USA's Amber Glenn competes in the figure skating women's single free skating final during the Milano Cortina 2026 Winter Olympic Games at Milano Ice Skating Arena in Milan on February 19, 2026. (Photo by Antonin THUILLIER / AFP via Getty Images) | AFP via Getty Images Seven minutes. Seven minutes every four years to show the world what you can do. That is the life of a figure skater.
To be sure, there are competitions beyond the Winter Olympics. World Championships, National Championships, and more. But every four years the eyes of the world focus on the skaters on the eyes, and those athletes have just even minutes to showcase everything they have been working on while the world was not watching.
Three minutes in a short program and, if you are lucky enough to advance, four more in the free skate. For all but a few seconds in Tuesday’s short program, Amber Glenn was perfect. For one blink of an eye she was not, and that may have cost her a gold medal, as she finished fifth, and that gold went to Team USA’s Alysa Liu But without question, she will leave Italy a champion.
Glenn’s journey to this moment began well before she arrived in Italy. She burst onto the United States skating scene as a teenager, making her senior-level debut at the 2015 U.S Championships at just 15 years old. She finished 13th. But then, her journey took a turn. Glenn was battling depression, anxiety, and an eating disorder, and struggling with her sexuality.
She decided to step away from the ice, and entered a facility for inpatient treatment. “I didn’t want to be on this Earth anymore,” Glenn said of that time in her life. The facility helped somewhat, but what also helped was returning to the ice to train alongside Timothy LeDuc, the first out, nonbinary Winter Olympian. Training alongside LeDuc helped Glenn find herself, and return to the ice a more confident skater.
Addressing her own sexuality, as she did in 2019 when she identified herself as bisexual and pansexual, also helped her along the path to this moment. “I was scared that I’d be looked at as less feminine, less graceful or something like that,” she said. “But I realized if we’re ever going to get past that worry someone has to do it,” Glenn said.
“Someone has to break that mold and break that stereotype in order for the next person who comes out not to be afraid of that because they saw that it didn’t affect me, or if it did, then I was able to move past it.” Along the way, Glenn also leaned into various methods of dealing with her anxiety and mental health struggles, including neurofeedback , which she has credited with easing the “fight or flight” response she feels when anxiety spikes.
“It’s really helped me especially control that fight or flight state that we get into when we have adrenaline and we have nerves,” she said.

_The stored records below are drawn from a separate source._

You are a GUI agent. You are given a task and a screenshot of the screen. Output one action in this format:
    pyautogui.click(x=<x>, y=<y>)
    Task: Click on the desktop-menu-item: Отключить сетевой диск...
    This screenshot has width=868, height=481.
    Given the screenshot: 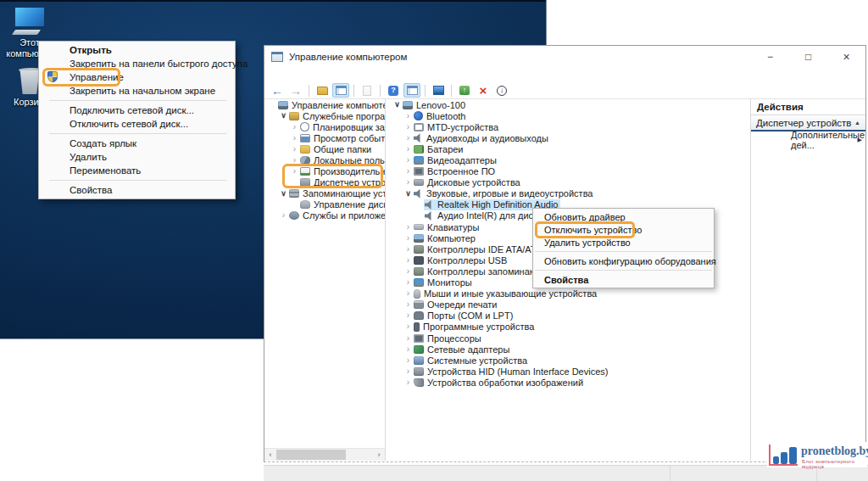 What is the action you would take?
    pyautogui.click(x=137, y=124)
    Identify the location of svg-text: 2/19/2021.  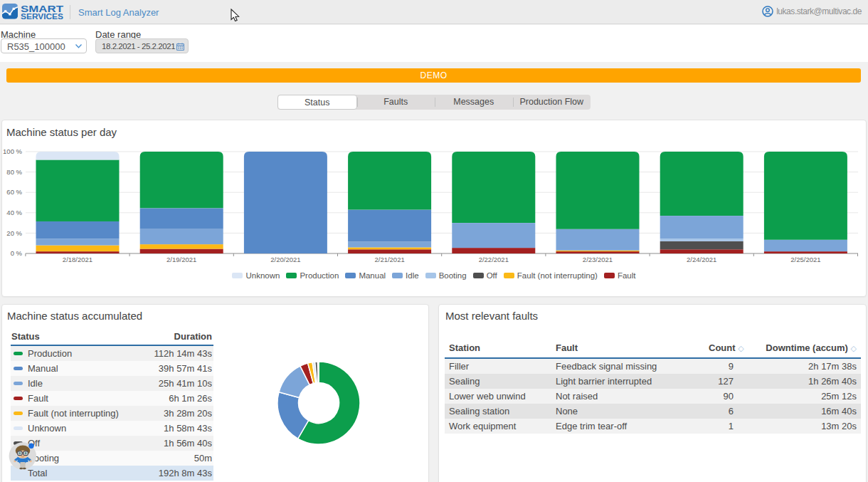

Glenn missed out on the 2022 Winter Olympics, as a positive COVID-19 test in the runup to the Games cost her a chance to try and make the team. But what followed was an incredible string of performances, culminating in her third consecutive national championship in St.
Louis this January. She headed to Italy as one of the favorites for gold. And with a triple Axel in her arsenal, she had a chance to take a big step forward towards that goal on Tuesday. The Axel is the toughest jump to execute in figure skating. It is the only jump where skaters take off facing forward, and because of that the athletes are required to executed an extra half-turn along the way.
Because of that level of difficulty, the triple Axel carries a five-point bonus in figure skating over a double Axel. Skaters who can land it are at a significant advantage over their rivals. Only two skaters had the triple Axel in their programs on Tuesday night, Ami Nakai from Japan, who was leading when Glenn took the ice, and Glenn herself.